Assignment:
Each line of the material should be set down exactly. Pictures are not part of the copy.

-- Opening Marker --

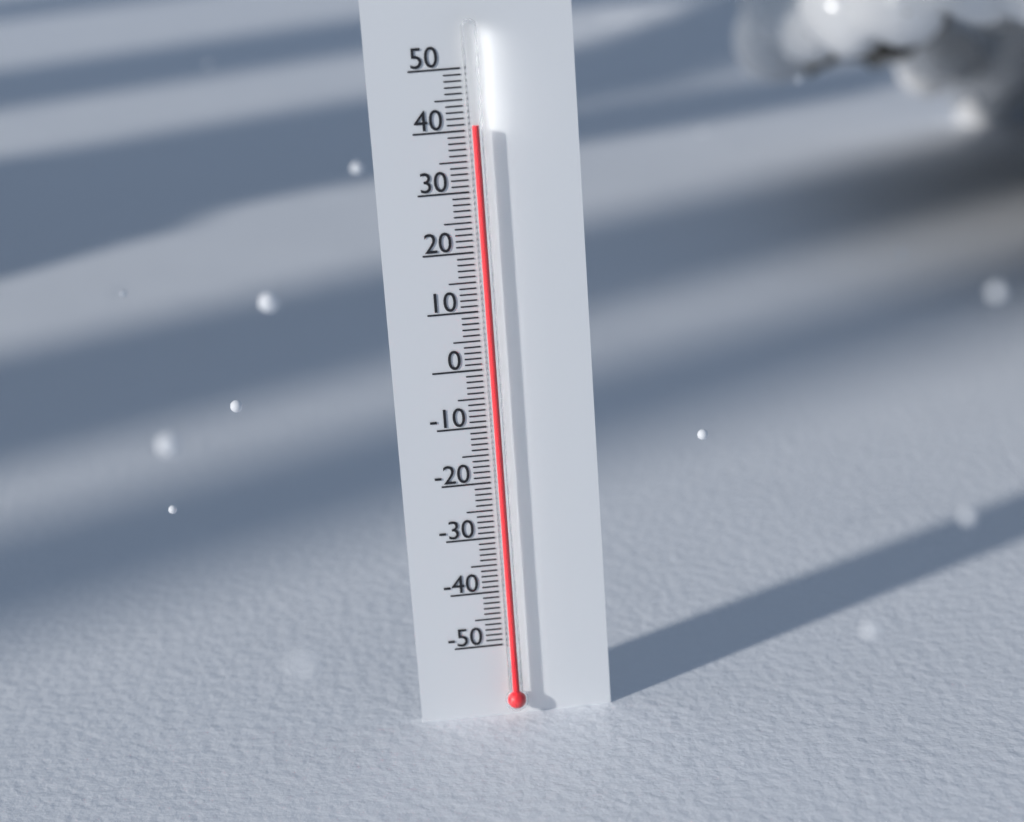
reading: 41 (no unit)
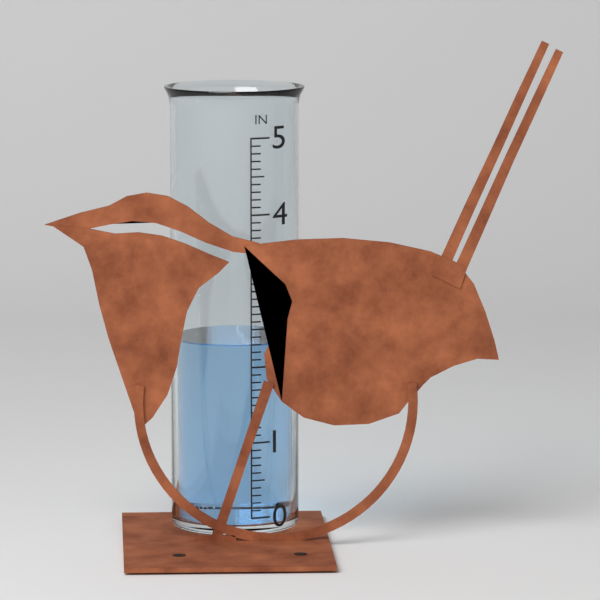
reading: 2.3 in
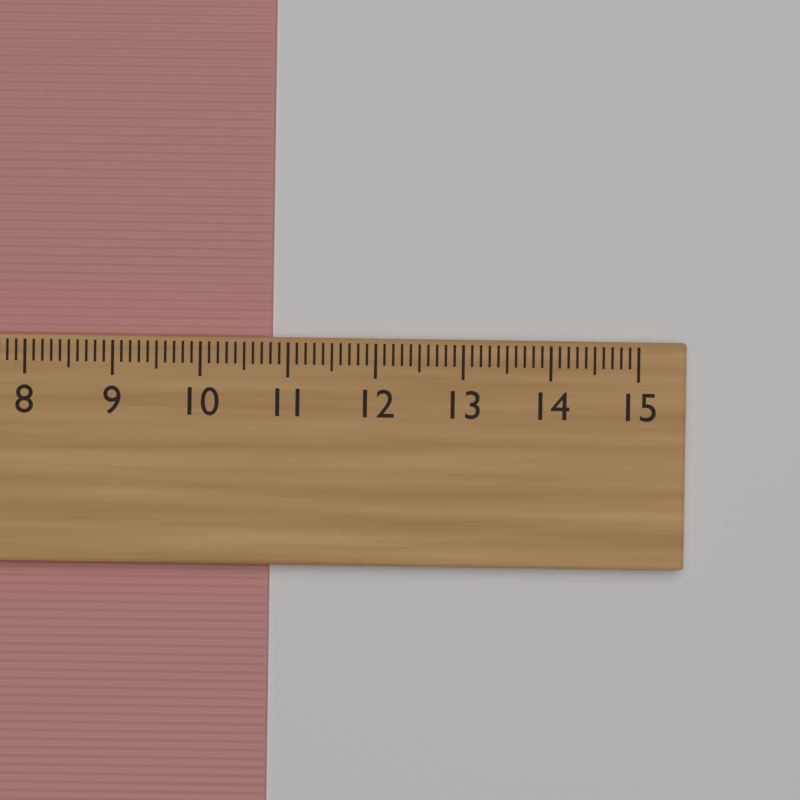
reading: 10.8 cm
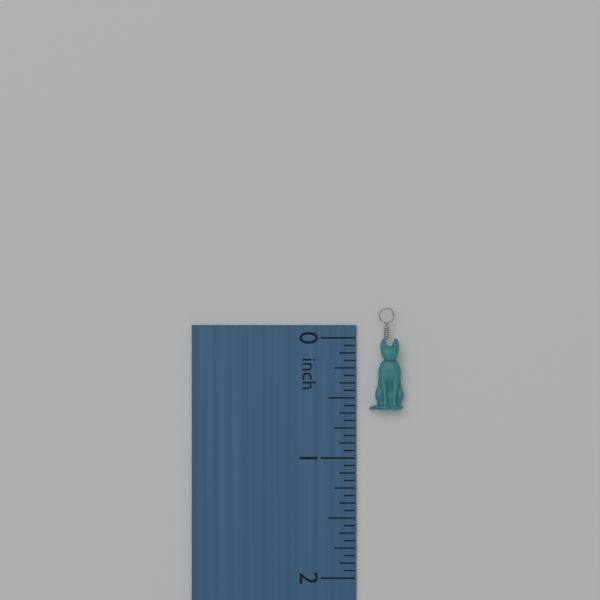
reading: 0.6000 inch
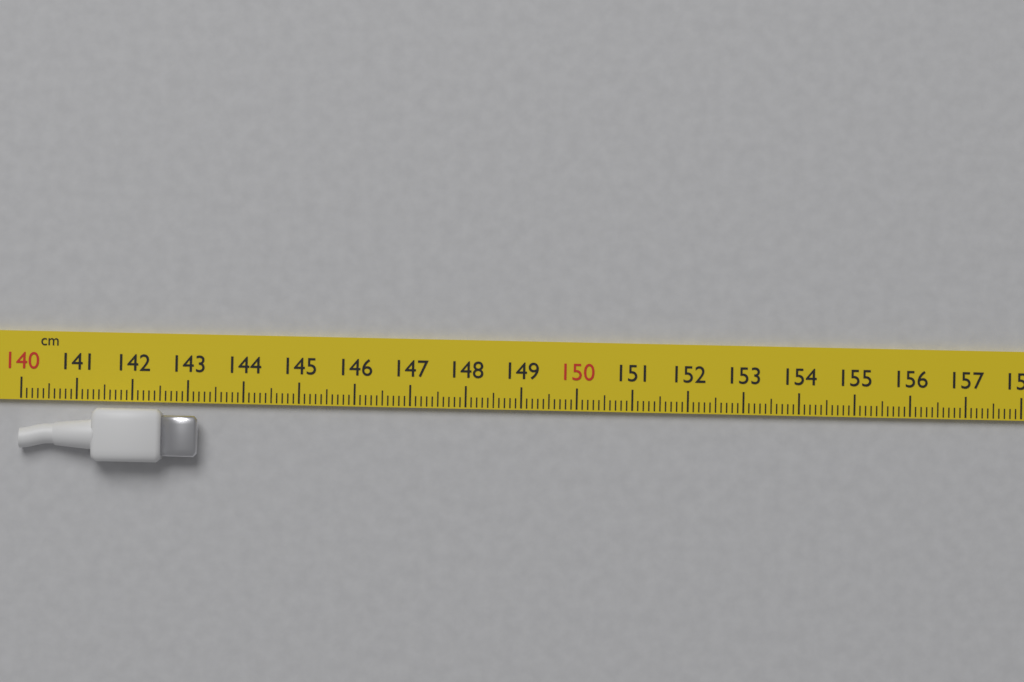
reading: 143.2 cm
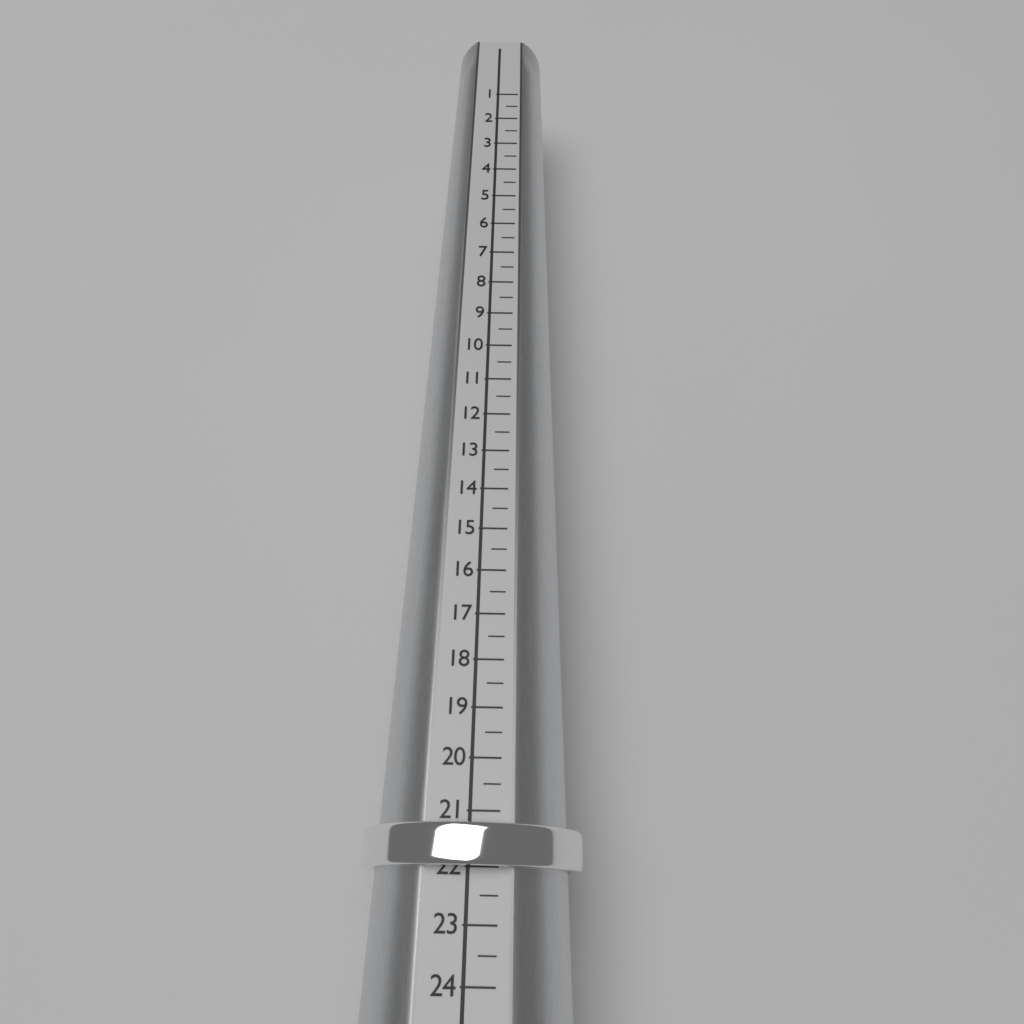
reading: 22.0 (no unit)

-- Closing Marker --

Response for this exercise:
reading: 41 (no unit)
reading: 2.3 in
reading: 10.8 cm
reading: 0.6000 inch
reading: 143.2 cm
reading: 22.0 (no unit)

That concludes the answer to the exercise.